0
0
Jenkinsdevops~3 mins

Why Webhook triggers from GitHub/GitLab in Jenkins? - Purpose & Use Cases

Choose your learning style9 modes available
The Big Idea

What if your builds could start themselves the moment you save your code?

The Scenario

Imagine you have to manually check your GitHub or GitLab repository every time someone makes a change. Then you have to start your Jenkins build yourself to test those changes.

This means you spend a lot of time watching and clicking instead of focusing on real work.

The Problem

Manually checking for code updates is slow and easy to forget. It causes delays in testing and deploying new features.

Also, human errors like missing a change or starting the wrong build can break your workflow and waste time.

The Solution

Webhook triggers automatically tell Jenkins when code changes happen in GitHub or GitLab.

This means Jenkins starts the build right away without waiting or manual action.

It saves time, reduces mistakes, and keeps your project moving smoothly.

Before vs After
Before
Check repo -> Open Jenkins -> Start build
After
Webhook event -> Jenkins auto-build
What It Enables

Instant and reliable automation of builds and tests right after code changes happen.

Real Life Example

When a developer pushes code to GitHub, Jenkins immediately runs tests and deploys the app if all tests pass, without anyone clicking buttons.

Key Takeaways

Manual build starts waste time and cause errors.

Webhooks automate build triggers from GitHub/GitLab.

This leads to faster, more reliable development cycles.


_How to complete this task_. From first line to last, copy the listing exactly and omit its pictures.

--- START ---

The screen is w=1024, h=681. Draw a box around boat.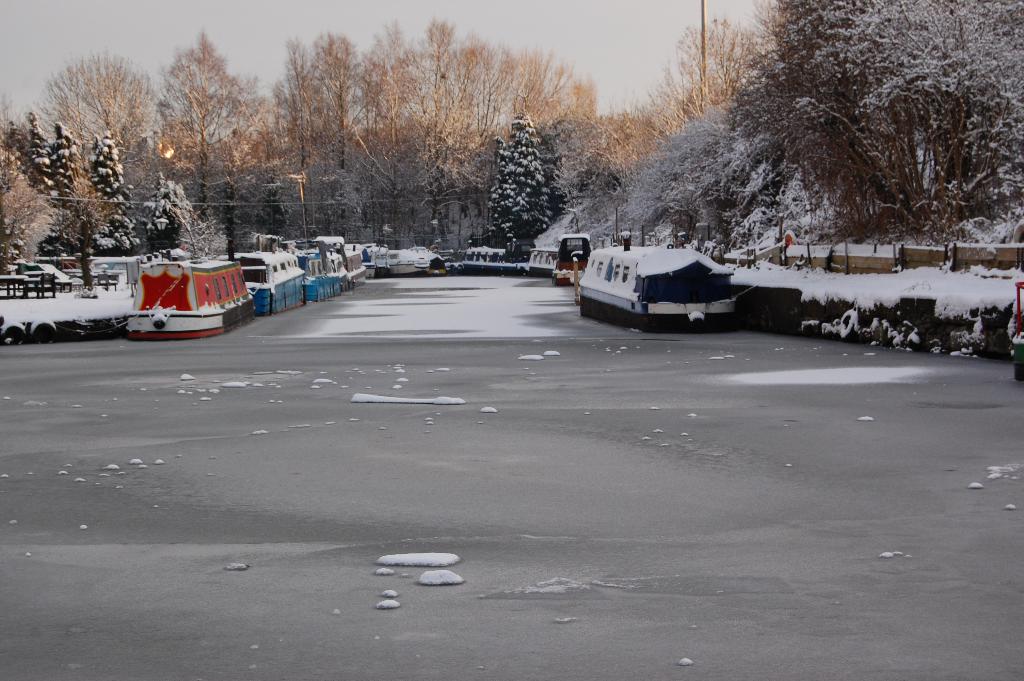
461/243/525/277.
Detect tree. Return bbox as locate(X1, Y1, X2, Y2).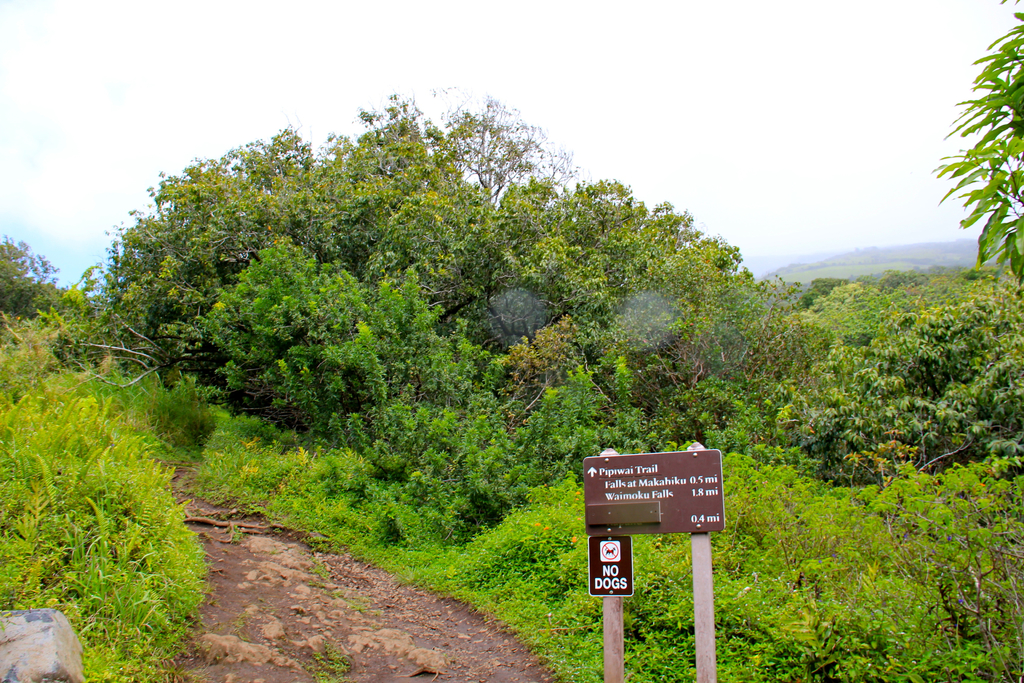
locate(92, 76, 753, 461).
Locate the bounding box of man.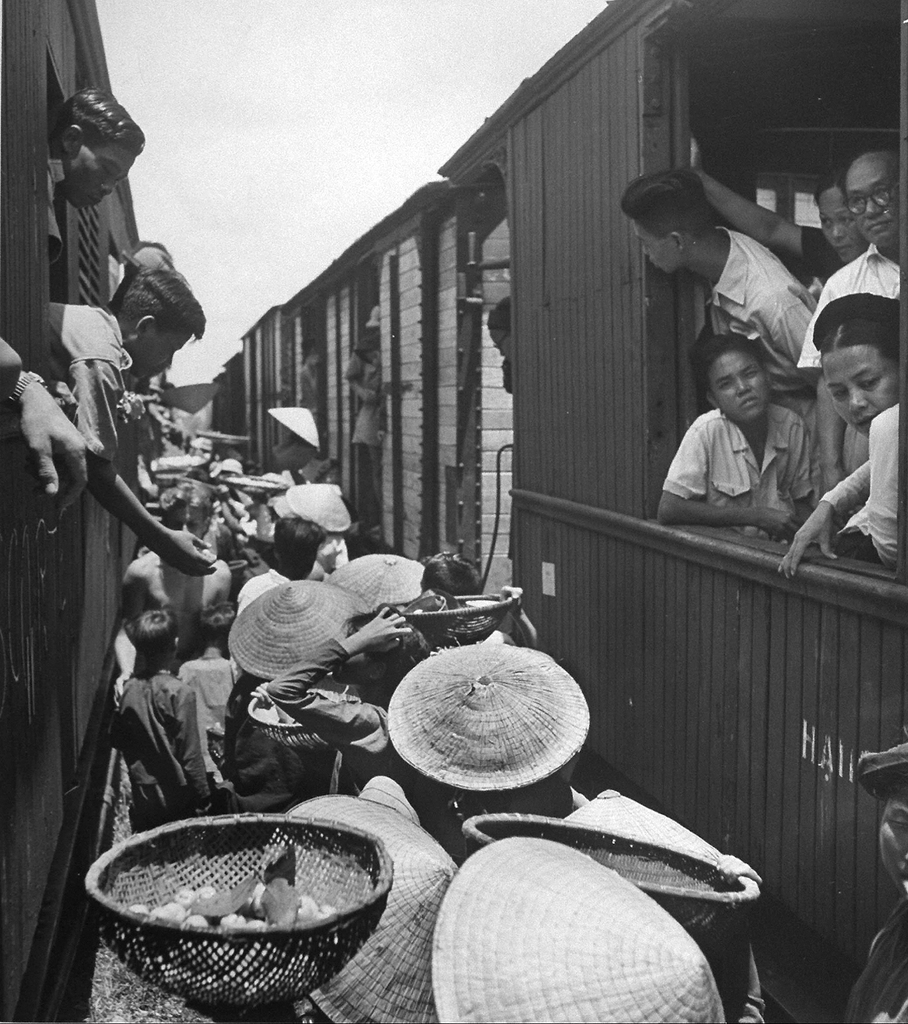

--- END ---

_Finished task_.
The screen is w=1024, h=681. Draw a box around boat.
461/243/525/277.
Detect tree. Return bbox as locate(X1, Y1, X2, Y2).
locate(92, 76, 753, 461).
Locate the bounding box of man.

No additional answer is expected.